Today I discovered a quite disturbing fact about the way php handles array indexing. Talk about bad language design…
When using strings that contain only numbers (and don’t start with ’0′ (zero)) as indexes, they are automatically and inevitably converted to integers. For example:
$arr = array();
$b = '1234';
$arr['xxxx'] = 'y';
$arr[$b] = 'whatever';
foreach ($arr as $key => $value) {
echo gettype($key)."n";
}
The expected output would be:
string string
But it is:
string integer
Oh, wow. This is not a big thing, right? PHP does this all the time, converting numeric strings to integers and vica-versa. Right, and it’s very convenient sometimes, but array indexing is something that should be handled very sensitively. For example I discovered this inner workings of PHP while debugging a seemingly mysterious bug in my code. I was filling up an associative array keyed by strings coming from a VARCHAR field in MySQL. Nothing fancy so far. Some of these strings contained only numbers.
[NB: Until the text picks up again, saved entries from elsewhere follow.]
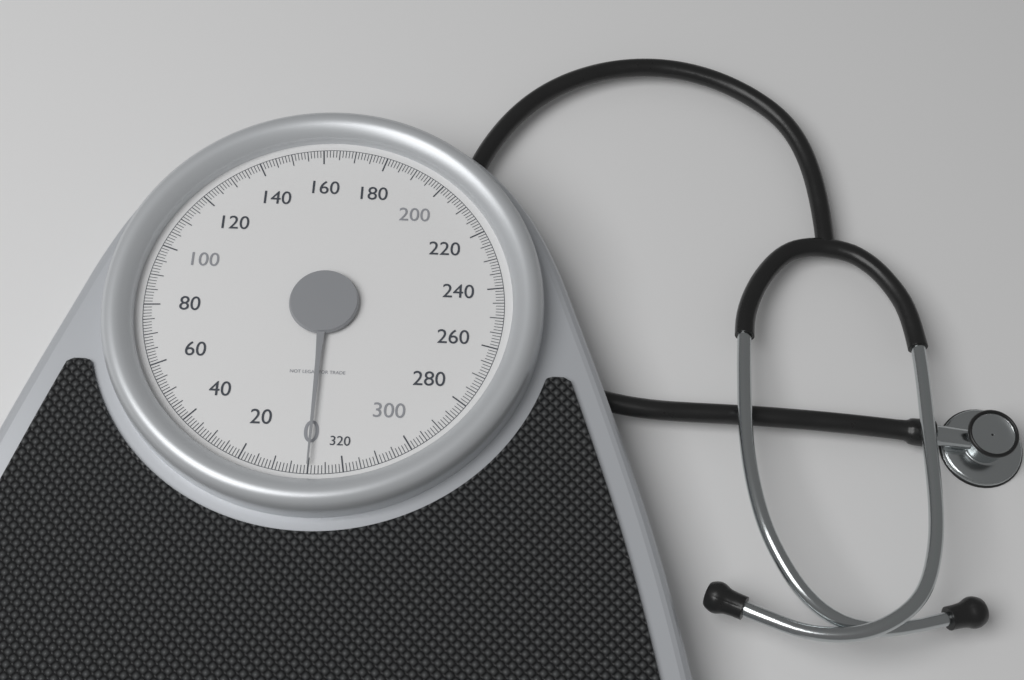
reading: 0 (no unit)
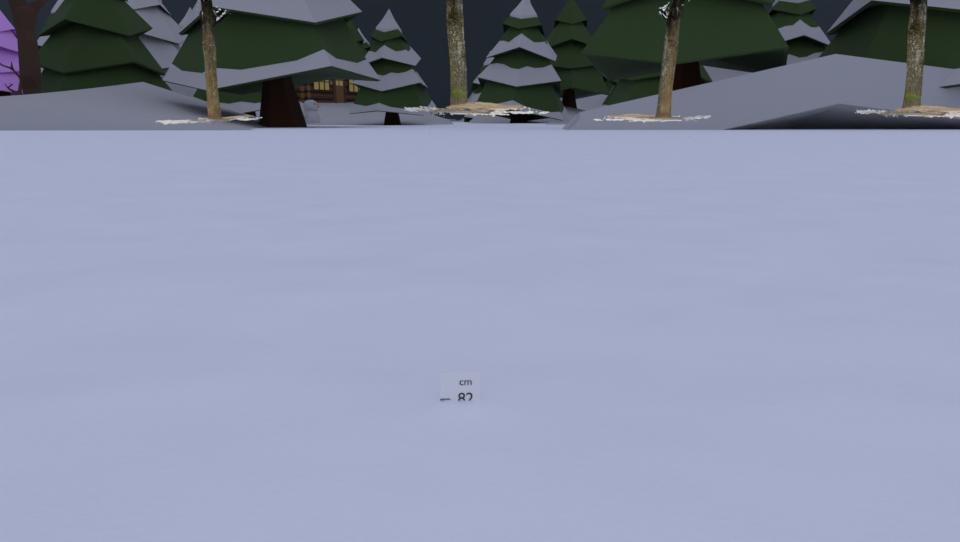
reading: 81.9 cm
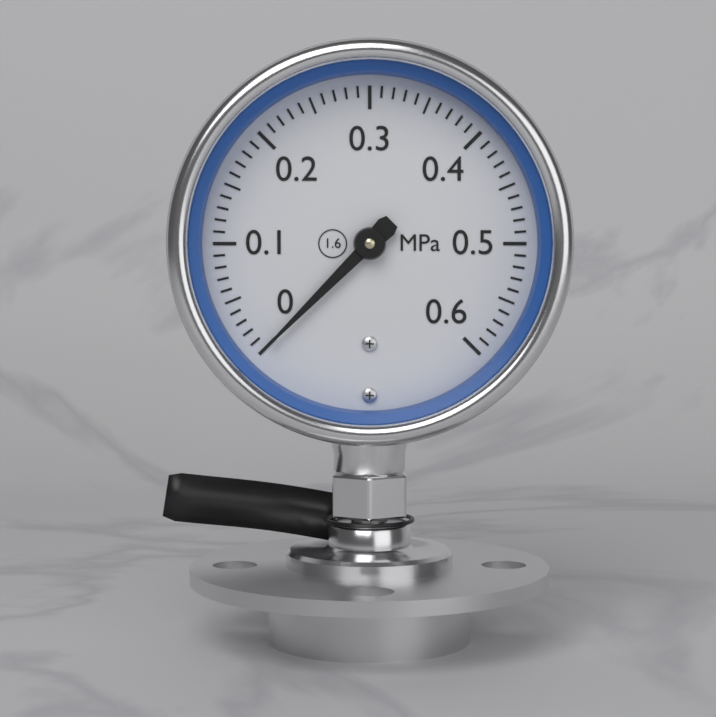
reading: 0.00 MPa
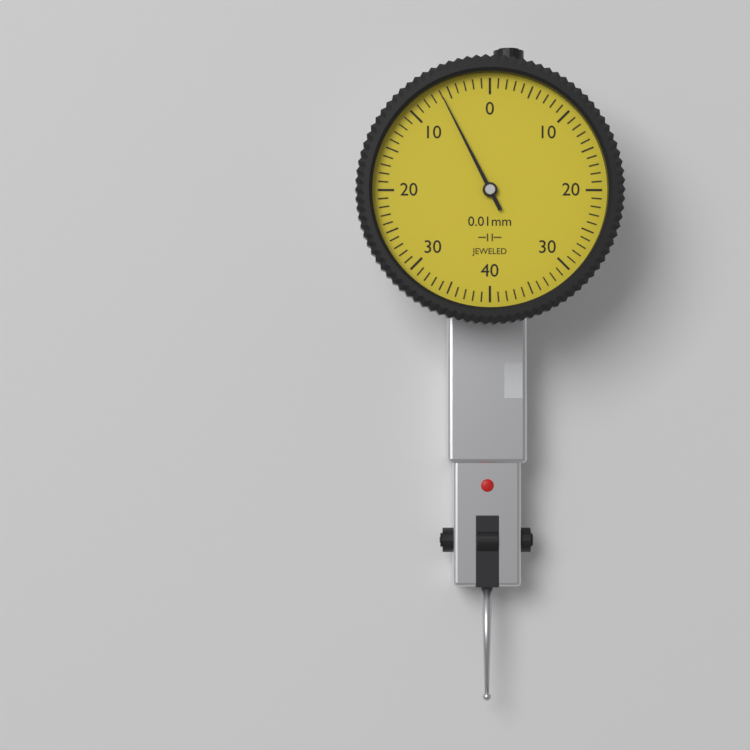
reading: 0.06 mm
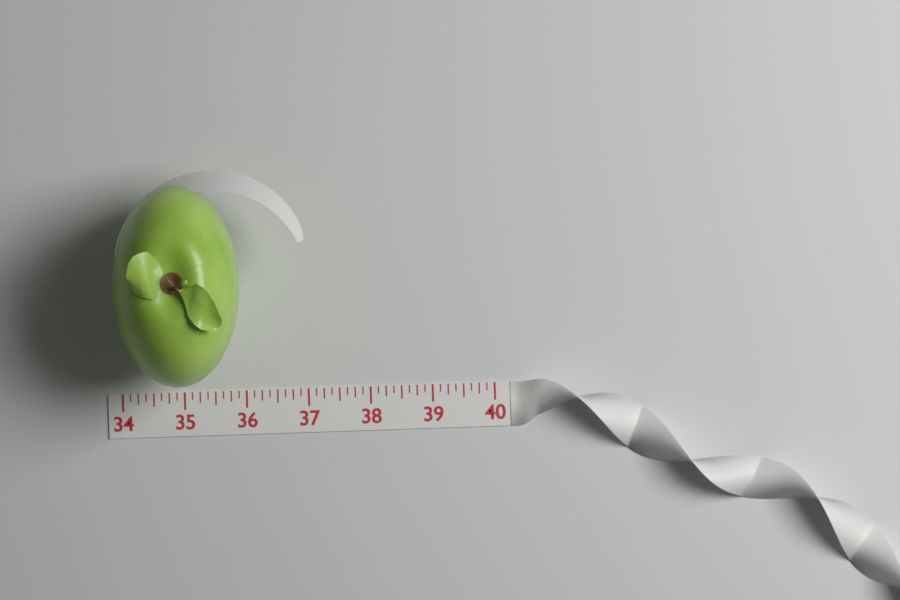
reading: 36.000 (no unit)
Later on, I used some code like:
foreach ($my_arr as $str_key => $some_value) {
if (strpos($some_string, $str_key) !== false) {
.
.
.
}
}
And it started producing strange results – strings being matched which evidently didn’t match – wtf is going on? Reading the docs of strpos I found that if the needle is an integer, it’s converted to characters by their ordinal values. But where did those integers come from? ARRGHH, those pesky autoconverted array keys!
To fix it:
foreach ($my_arr as $str_key => $some_value) {
if (strpos($some_string, (string)$str_key) !== false) {
.
.
.
}
}
So if I ever need some facts to use in the “why I hate php” type arguments, this will be in my pocket.

Facebook
Google
LinkedIn
Twitter
RSS
Pingback: ??????? » [Web] ????
Pingback: Pinderkent: Programming languages should not try to guess the programmer's intentions.